A Florida judge has released transcripts detailing 2006 grand jury testimony that accused the late millionaire and financier Jeffrey Epstein of sexually assaulting numerous underage teenage girls at his Palm Beach mansion.
Bro the guy was literally “the leader of the free world” and said nothing about his friend selling children to child diddlers and you are going to come at me with a “but akchually WHICH LAW DID HE BREAK?!?!?!?”. Go piss.
I was responding to a person who said Trump belongs in the same category as Clinton. So you believe Trump’s transgressions are no worse than keeping his mouth shut about illegal activity? It seems you are defending them by ridiculing me.
Laws should follow and codify ethics, not dictate them. If a transgression (such as not reporting CSA to the relevant authorities) is not already banned by law, that doesn’t mean it’s fine. It means the law needs to be amended.
In this specific case I agree, not reporting CSA should be illegal (and probably is?) I’m not so sure that we should codify the current ethical understanding into law though.
We need to leave room for development. Forcing new ideas to first go through the battle of legalization isn’t helpful in this regard. Laws are there to regulate what normal social regulation can’t do properly.
I think people who cheat on their partners are morally speaking bad people. But writing into law you can’t have multiple partners at once is quite obviously a bad decision, because there are happy polyamourus relationships. The government doesn’t need to get involved here, being treated like the ass that you are for cheating is punishment enough, and leaves the room for developing new ways of living together.
I guess we need to distinguish between legislation, regulation and case law established through judicial precedent. Legislation is definitely too cumbersome to react to shifting moral standards. Regulation and judicial precedent are more flexible in cases where legal consequences are warranted.
As so often, there is nuance to the topic. General statements are hard to make both concisely and precisely. I opted for brevity, but you are absolutely right.
Either way, we agree that complacency about CSA is fucked up.
What did Clinton do? You mean aside from keeping his mouth shut about being offered an underage girl?
Can you clarify exactly which law Clinton broke?
Bro the guy was literally “the leader of the free world” and said nothing about his friend selling children to child diddlers and you are going to come at me with a “but akchually WHICH LAW DID HE BREAK?!?!?!?”. Go piss.
I was responding to a person who said Trump belongs in the same category as Clinton. So you believe Trump’s transgressions are no worse than keeping his mouth shut about illegal activity? It seems you are defending them by ridiculing me.
You didn’t though. You replied to me saying this:
The law of “Jezus, every sane human knows to report that”
Perhaps there was already an investigation going.
more likely the prosecutors were on epstein island
Laws should follow and codify ethics, not dictate them. If a transgression (such as not reporting CSA to the relevant authorities) is not already banned by law, that doesn’t mean it’s fine. It means the law needs to be amended.
In this specific case I agree, not reporting CSA should be illegal (and probably is?) I’m not so sure that we should codify the current ethical understanding into law though.
We need to leave room for development. Forcing new ideas to first go through the battle of legalization isn’t helpful in this regard. Laws are there to regulate what normal social regulation can’t do properly.
I think people who cheat on their partners are morally speaking bad people. But writing into law you can’t have multiple partners at once is quite obviously a bad decision, because there are happy polyamourus relationships. The government doesn’t need to get involved here, being treated like the ass that you are for cheating is punishment enough, and leaves the room for developing new ways of living together.
I guess we need to distinguish between legislation, regulation and case law established through judicial precedent. Legislation is definitely too cumbersome to react to shifting moral standards. Regulation and judicial precedent are more flexible in cases where legal consequences are warranted.
As so often, there is nuance to the topic. General statements are hard to make both concisely and precisely. I opted for brevity, but you are absolutely right.
Either way, we agree that complacency about CSA is fucked up.
Sounds like a precursor to a lot of dystopian novels/movies. Equilibrium?
Motherfucker, diddling children could be legal tomorrow and i would still not fuck a child. The law doesn’t decide what’s right or wrong.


Task statement: In the records below, the line that contains "Find the location of a particular element." marks the start. Copy it and each line after it through the end, exactly, without pictures.

(Stored items)
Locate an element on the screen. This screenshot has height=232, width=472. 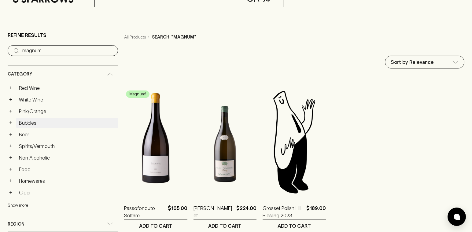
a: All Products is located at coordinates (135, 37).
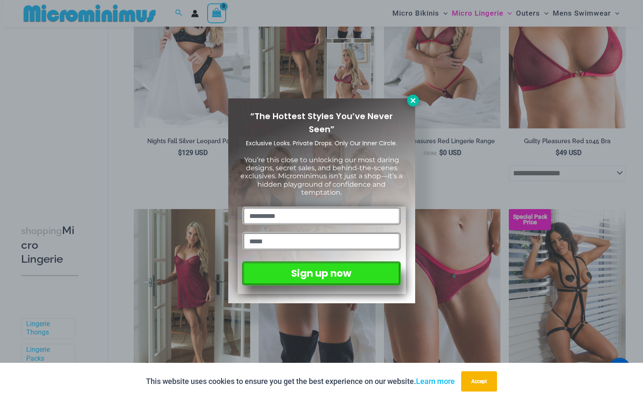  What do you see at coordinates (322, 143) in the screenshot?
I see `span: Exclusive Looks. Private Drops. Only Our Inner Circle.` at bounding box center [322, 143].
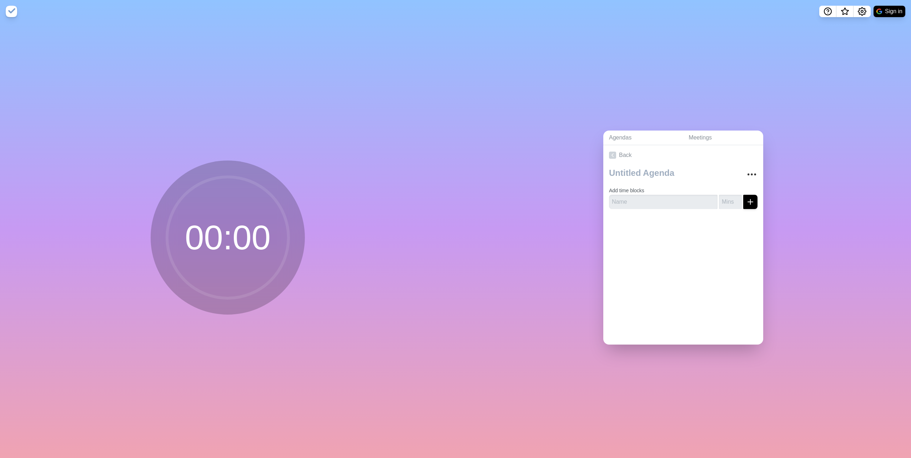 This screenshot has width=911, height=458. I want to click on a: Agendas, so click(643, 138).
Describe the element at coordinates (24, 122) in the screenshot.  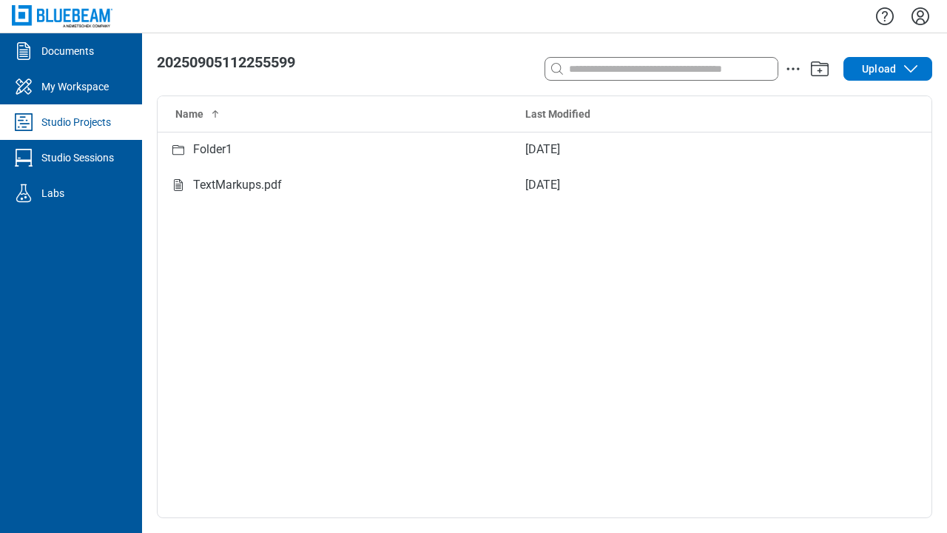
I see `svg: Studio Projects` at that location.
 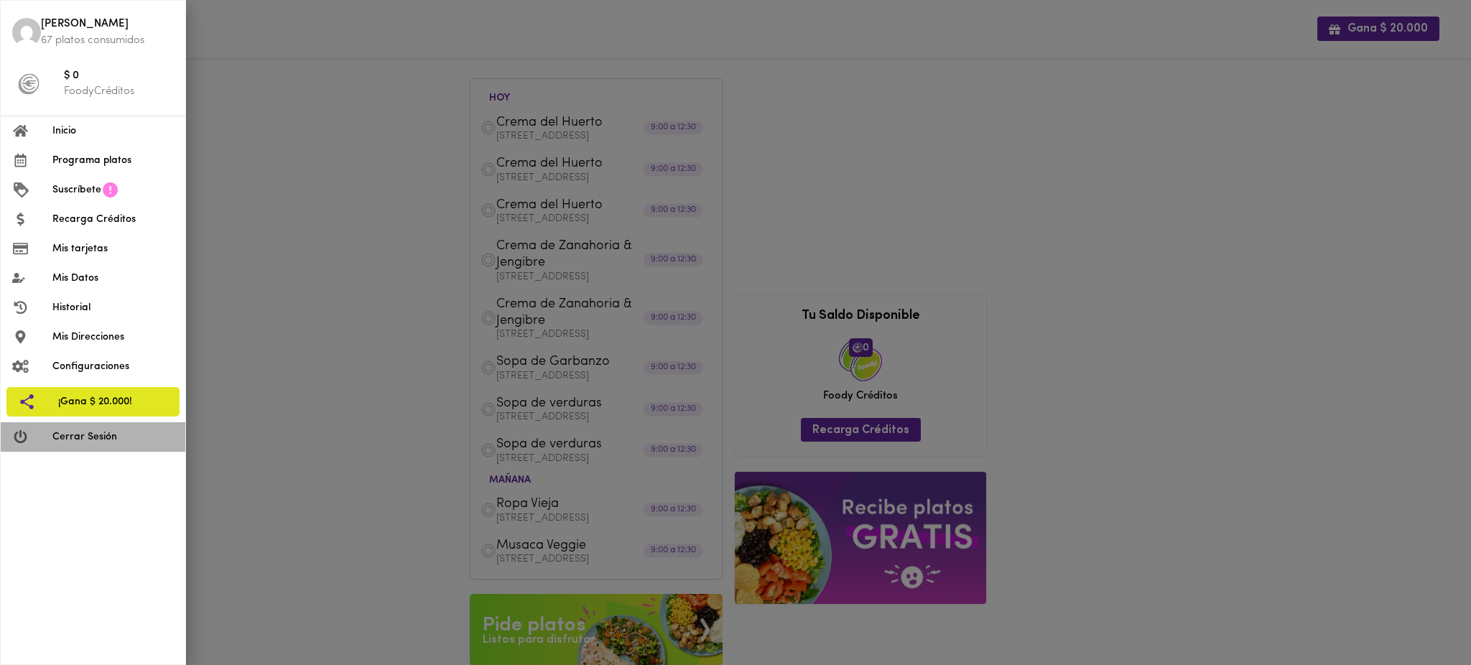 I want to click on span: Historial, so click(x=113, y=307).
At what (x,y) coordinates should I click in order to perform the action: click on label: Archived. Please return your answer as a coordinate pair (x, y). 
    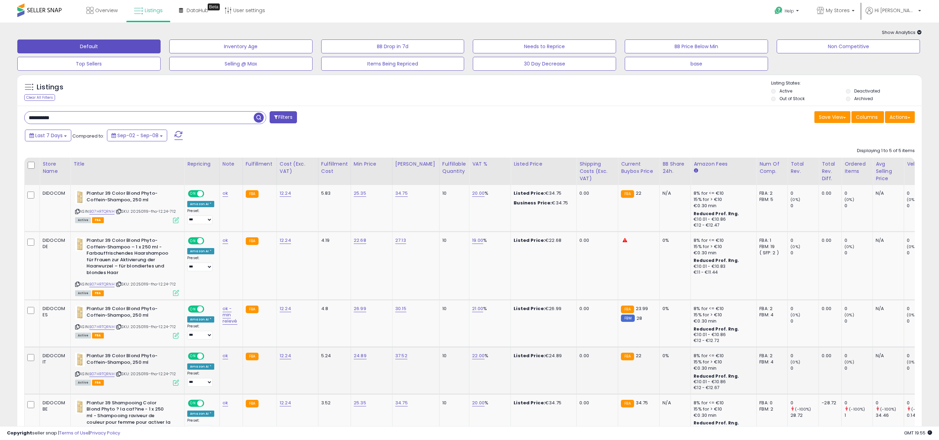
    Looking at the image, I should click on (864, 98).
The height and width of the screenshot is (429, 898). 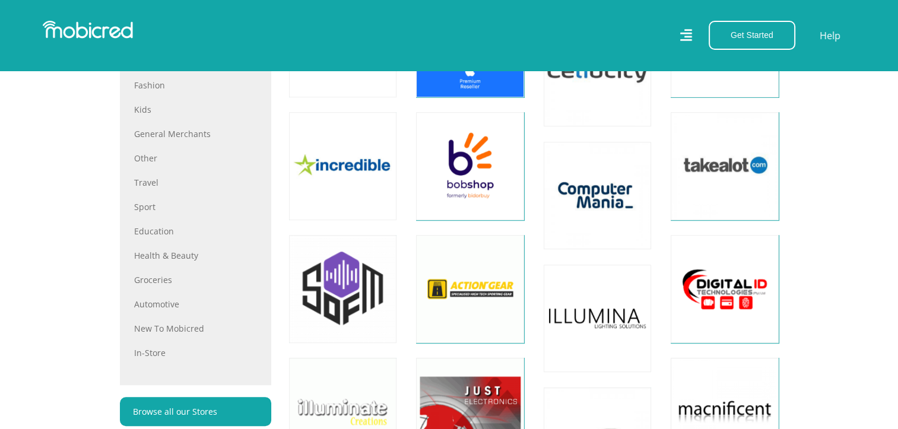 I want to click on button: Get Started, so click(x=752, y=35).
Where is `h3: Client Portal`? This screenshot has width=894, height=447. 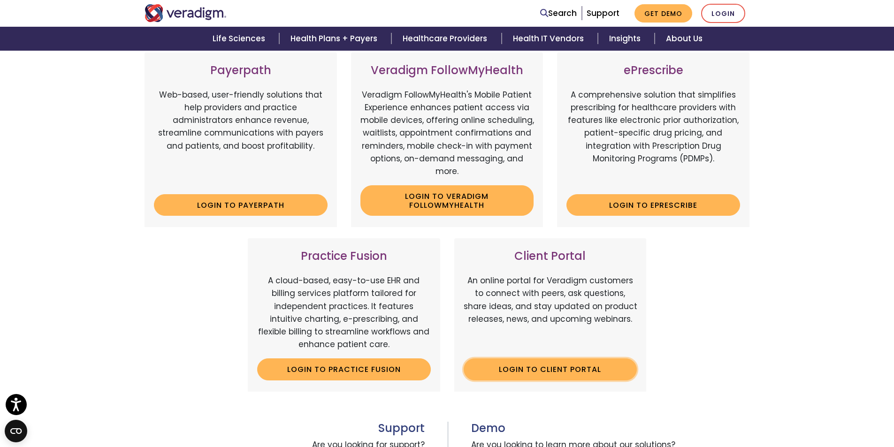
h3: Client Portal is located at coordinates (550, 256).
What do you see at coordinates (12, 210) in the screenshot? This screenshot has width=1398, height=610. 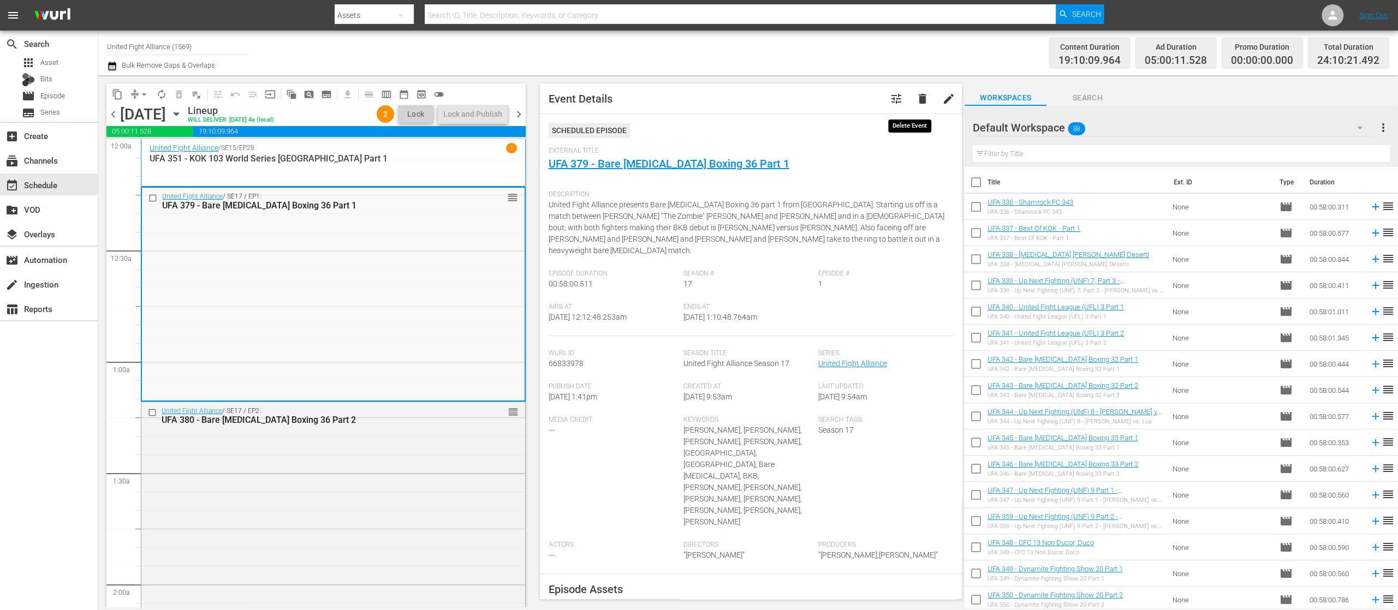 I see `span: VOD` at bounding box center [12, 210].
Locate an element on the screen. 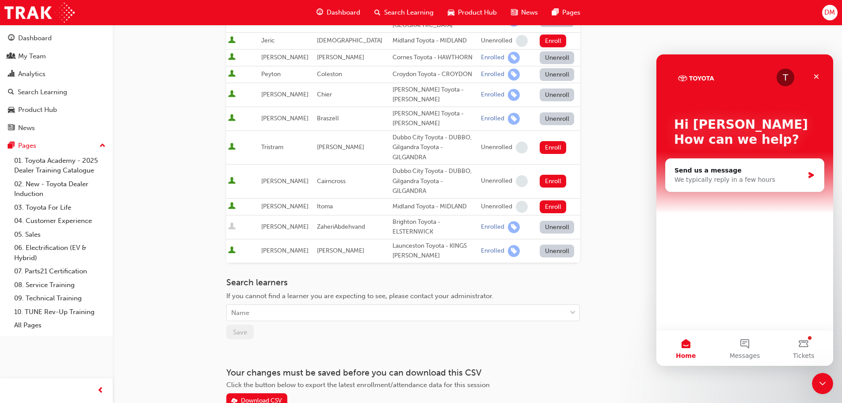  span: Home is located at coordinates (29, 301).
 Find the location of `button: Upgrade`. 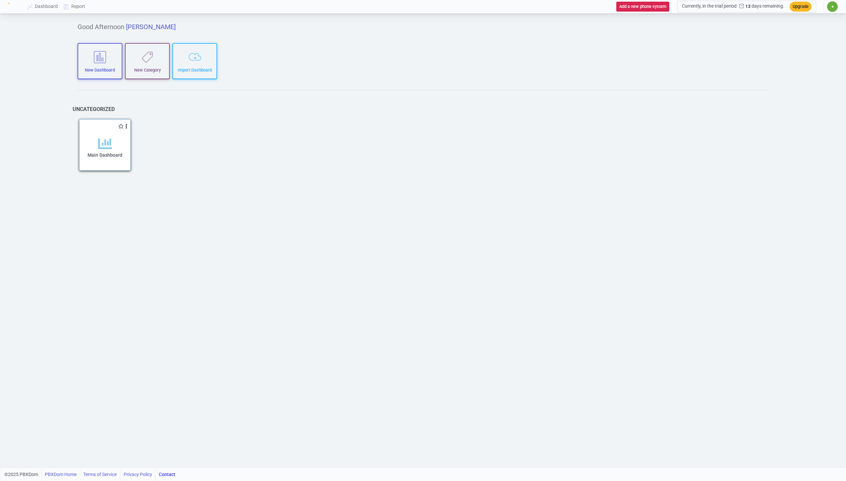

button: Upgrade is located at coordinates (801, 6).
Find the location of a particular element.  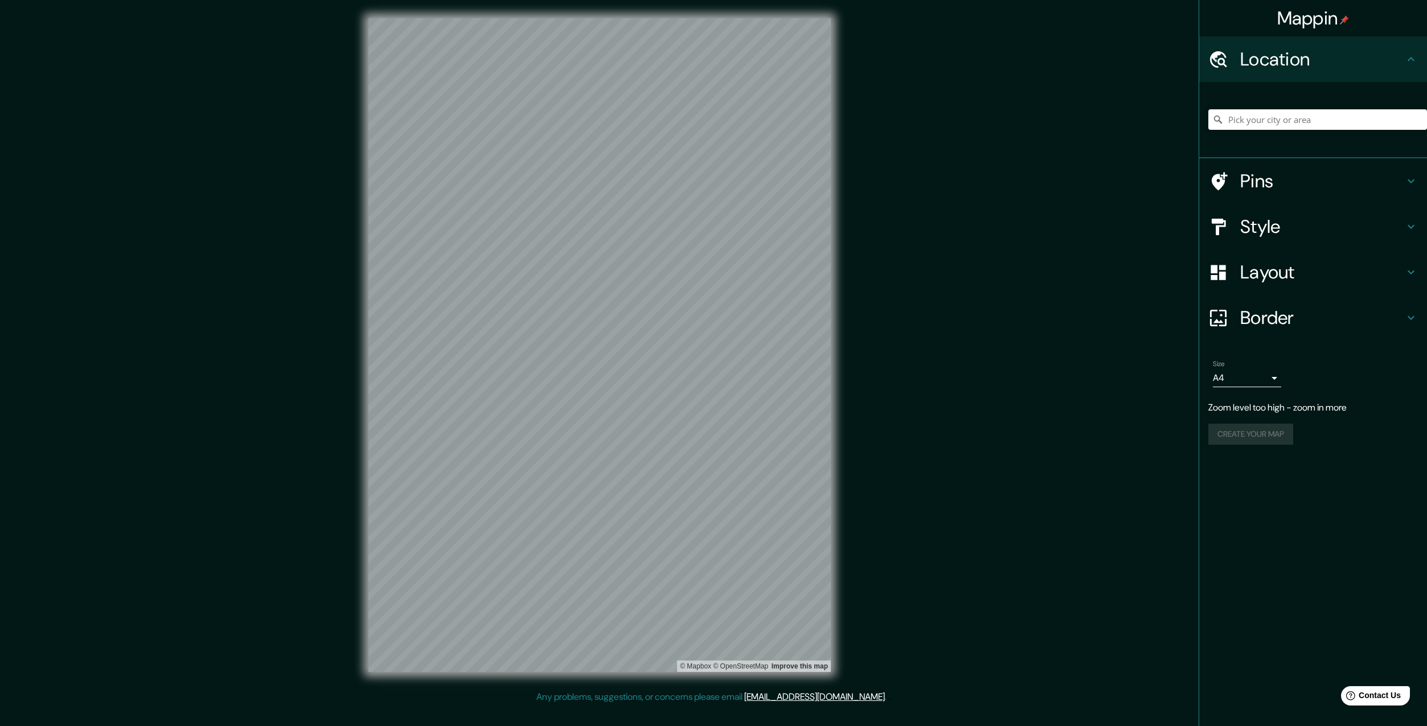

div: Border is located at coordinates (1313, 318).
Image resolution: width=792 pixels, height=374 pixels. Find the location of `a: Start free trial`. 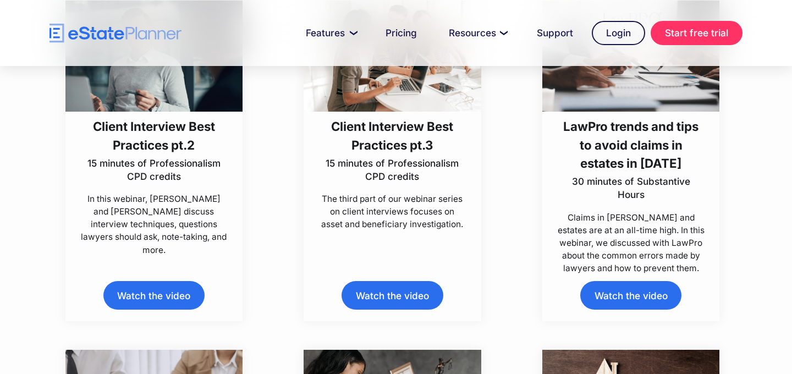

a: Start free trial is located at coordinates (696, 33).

Solution below:
Find the location of a particular element.  

div: Border is located at coordinates (1313, 318).
Image resolution: width=792 pixels, height=374 pixels. Find the location of `a: Start free trial`. 

a: Start free trial is located at coordinates (696, 33).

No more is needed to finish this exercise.